And even Rikki Ducornet (“even” because she has many of the same virtues and vices as Winterson):
…a book that has opened with motion and light and a clear ringing becomes within a few pages gravity bound with the author's good intentions--one must always be wary of good intentions. Just as do children, books suffer from pedantry, and "Art and Lies," wanting to cover all the issues of our age, from ecological devastation, rampant corruption, dysfunctional families, homophobia, abortion, incest and more begins to preach. So that although the book's structure is mutable and porous, it manages to be both opaque and tedious, and this from a writer of great capacity whose custom it is to juggle with fire.
And this is all fair enough, even Pritchard’s political complaint about the book’s ideological excesses (Winterson’s portrayal of Picasso’s father and brother make Sylvia Plath’s “Daddy” look like a masterpiece of subtlety). Sappho’s section, in particular, is full of the breathless prose-poetry that made me dislike Written on the Body.

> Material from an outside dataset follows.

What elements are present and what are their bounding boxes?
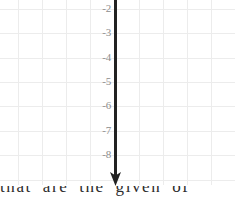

But when Winterson writes about Handel and Picasso, her prose becomes inventive and precise. It takes a true and a bold narrative gift to imagine the novel’s final section, in which we revisit with Handel his childhood romance with an older Cardinal who castrated him. This long and disturbing passage will have conservatives, feminists, and many if not most others hurling the book across the room (it did not bring a smile to my face either!), because Winterson, in her nostalgia for the aesthetic past, tells the terrible story without moral judgment; its outlandishness becomes plausible, its outrageousness delicate, as Winterson submerges herself and us in true otherness—not the fashionable otherness of commercial multiculturalism, in which self and other shop together, but the true otherness that even the most open-minded will want to denounce as mere barbarism. And maybe it is. But when Handel’s family finds out what has been going on and decisively ends his relationship with the Cardinal, the novel shockingly invites us to wonder, “Which cut did the harm? His or theirs?” What is worse—the mutilations of art and sex or the mutilations of a society hostile both to art and sex? That strikes me as a real question, a question you could spend your whole life trying to answer, and not a rhetorical one—which is what I mean when I say I want novels that deal with genuinely intractable and tragic quandaries rather than giving easy answers in the name of right-thinking.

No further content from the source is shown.